Regulators around the world are increasingly forcing them to disclose their carbon emissions, along with other key climate change considerations such as how much financial risk they face.
Emergency Preparedness Minister Harjit Sajjan said it is clear some kind of federal co-ordination agency is required after last summer's record-breaking wildfire season.
As high inflation eats away government revenues, cities and towns are increasingly being battered by historic fires, flooding, heat and ice storms, and having to dispense additional sums to guard against severe weather and clean up in its aftermath.
The U.N. weather agency says 2023 is all but certain to be the hottest year on record and warns of worrying trends that suggest more floods, wildfires, glacier melt and heat waves in the future.
Floods and storms accounted for 95 per cent of recorded child displacement between 2016 and 2021, according to the first-of-its-kind analysis by UNICEF and the Internal Displacement Monitoring Centre. The rest — more than two million children — were displaced by wildfires and drought.
Experts had long said that floods posed a significant danger to two dams meant to protect nearly 90,000 people in the northeast of Libya. They repeatedly called for immediate maintenance to the two structures, located just uphill from the coastal city of Derna. But successive governments in the chaos-stricken North African nation did not react.
If armed with the right knowledge, Canadians can take action to reduce their homes’ vulnerability to extreme heat, wildfires and flooding by using natural tools to adapt to climate change.
With more than 400 active wildfires still burning in B.C. and many residents yet to return to their homes, it's too early to know the fate of the province's honeybees.
Climate activists have spraypainted a superyacht, blocked private jets from taking off and plugged holes in golf courses this summer as part of an intensifying campaign against the emissions-spewing lifestyles of the ultrawealthy.
Pelmorex received an administrative licence renewal Aug. 8 for its system — publicly known as Alert Ready — by the Canadian Radio-television and Telecommunications Commission (CRTC), with no public consultation.
At about summer's halfway point, the record-breaking heat and weather extremes are both unprecedented and unsurprising, hellish yet boring in some ways, scientists say.
A record-hot June, followed by a disaster-packed July, has climate scientists “shocked” by just how extreme the extreme weather has been, including some ocean waters feeling like “a hot tub.”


• Task details
Read the data below. Then repeat all of it exactly.

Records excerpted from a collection
====

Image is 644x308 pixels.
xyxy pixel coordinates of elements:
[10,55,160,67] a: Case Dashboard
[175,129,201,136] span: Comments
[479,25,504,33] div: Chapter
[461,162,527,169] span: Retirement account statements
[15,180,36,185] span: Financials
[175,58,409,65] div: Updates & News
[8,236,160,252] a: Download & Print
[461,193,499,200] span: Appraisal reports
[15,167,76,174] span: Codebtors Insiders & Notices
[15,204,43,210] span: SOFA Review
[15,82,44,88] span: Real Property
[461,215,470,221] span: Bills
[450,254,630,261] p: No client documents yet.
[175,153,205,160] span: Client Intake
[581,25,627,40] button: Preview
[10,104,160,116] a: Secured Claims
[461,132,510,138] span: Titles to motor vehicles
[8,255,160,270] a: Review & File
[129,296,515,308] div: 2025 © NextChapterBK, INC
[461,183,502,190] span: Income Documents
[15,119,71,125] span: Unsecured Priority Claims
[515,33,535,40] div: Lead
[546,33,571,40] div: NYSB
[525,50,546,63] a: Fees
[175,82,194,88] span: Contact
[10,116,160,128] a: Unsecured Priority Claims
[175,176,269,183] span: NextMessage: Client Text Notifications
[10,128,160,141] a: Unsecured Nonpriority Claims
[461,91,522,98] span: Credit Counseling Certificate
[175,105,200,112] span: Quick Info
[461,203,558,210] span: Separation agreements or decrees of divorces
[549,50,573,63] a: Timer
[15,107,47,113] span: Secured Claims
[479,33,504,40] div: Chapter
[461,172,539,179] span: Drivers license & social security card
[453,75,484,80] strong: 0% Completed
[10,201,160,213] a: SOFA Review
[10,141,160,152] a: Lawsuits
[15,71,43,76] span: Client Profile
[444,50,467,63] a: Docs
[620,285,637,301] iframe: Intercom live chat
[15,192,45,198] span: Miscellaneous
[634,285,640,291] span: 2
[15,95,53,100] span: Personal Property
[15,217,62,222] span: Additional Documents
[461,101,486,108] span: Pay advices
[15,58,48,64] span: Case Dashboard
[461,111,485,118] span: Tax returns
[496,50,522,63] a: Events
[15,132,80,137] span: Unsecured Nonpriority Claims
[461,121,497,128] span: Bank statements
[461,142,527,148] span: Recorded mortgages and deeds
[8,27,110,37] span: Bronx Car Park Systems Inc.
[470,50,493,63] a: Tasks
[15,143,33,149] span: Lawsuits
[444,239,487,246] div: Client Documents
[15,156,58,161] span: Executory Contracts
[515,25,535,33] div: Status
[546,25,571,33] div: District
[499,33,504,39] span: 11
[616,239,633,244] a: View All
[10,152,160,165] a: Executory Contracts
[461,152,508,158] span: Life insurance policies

====

• Problem solution
Image is 644x308 pixels.
xyxy pixel coordinates of elements:
[10,55,160,67] a: Case Dashboard
[175,129,201,136] span: Comments
[479,25,504,33] div: Chapter
[461,162,527,169] span: Retirement account statements
[15,180,36,185] span: Financials
[175,58,409,65] div: Updates & News
[8,236,160,252] a: Download & Print
[461,193,499,200] span: Appraisal reports
[15,167,76,174] span: Codebtors Insiders & Notices
[15,204,43,210] span: SOFA Review
[15,82,44,88] span: Real Property
[461,215,470,221] span: Bills
[450,254,630,261] p: No client documents yet.
[175,153,205,160] span: Client Intake
[581,25,627,40] button: Preview
[10,104,160,116] a: Secured Claims
[461,132,510,138] span: Titles to motor vehicles
[8,255,160,270] a: Review & File
[129,296,515,308] div: 2025 © NextChapterBK, INC
[461,183,502,190] span: Income Documents
[15,119,71,125] span: Unsecured Priority Claims
[515,33,535,40] div: Lead
[546,33,571,40] div: NYSB
[525,50,546,63] a: Fees
[175,82,194,88] span: Contact
[10,116,160,128] a: Unsecured Priority Claims
[175,176,269,183] span: NextMessage: Client Text Notifications
[10,128,160,141] a: Unsecured Nonpriority Claims
[461,91,522,98] span: Credit Counseling Certificate
[175,105,200,112] span: Quick Info
[461,203,558,210] span: Separation agreements or decrees of divorces
[549,50,573,63] a: Timer
[15,107,47,113] span: Secured Claims
[479,33,504,40] div: Chapter
[461,172,539,179] span: Drivers license & social security card
[453,75,484,80] strong: 0% Completed
[10,201,160,213] a: SOFA Review
[10,141,160,152] a: Lawsuits
[15,71,43,76] span: Client Profile
[444,50,467,63] a: Docs
[620,285,637,301] iframe: Intercom live chat
[15,192,45,198] span: Miscellaneous
[634,285,640,291] span: 2
[15,95,53,100] span: Personal Property
[15,217,62,222] span: Additional Documents
[461,101,486,108] span: Pay advices
[15,58,48,64] span: Case Dashboard
[461,111,485,118] span: Tax returns
[496,50,522,63] a: Events
[15,132,80,137] span: Unsecured Nonpriority Claims
[461,121,497,128] span: Bank statements
[461,142,527,148] span: Recorded mortgages and deeds
[8,27,110,37] span: Bronx Car Park Systems Inc.
[470,50,493,63] a: Tasks
[15,143,33,149] span: Lawsuits
[444,239,487,246] div: Client Documents
[15,156,58,161] span: Executory Contracts
[515,25,535,33] div: Status
[546,25,571,33] div: District
[499,33,504,39] span: 11
[616,239,633,244] a: View All
[10,152,160,165] a: Executory Contracts
[461,152,508,158] span: Life insurance policies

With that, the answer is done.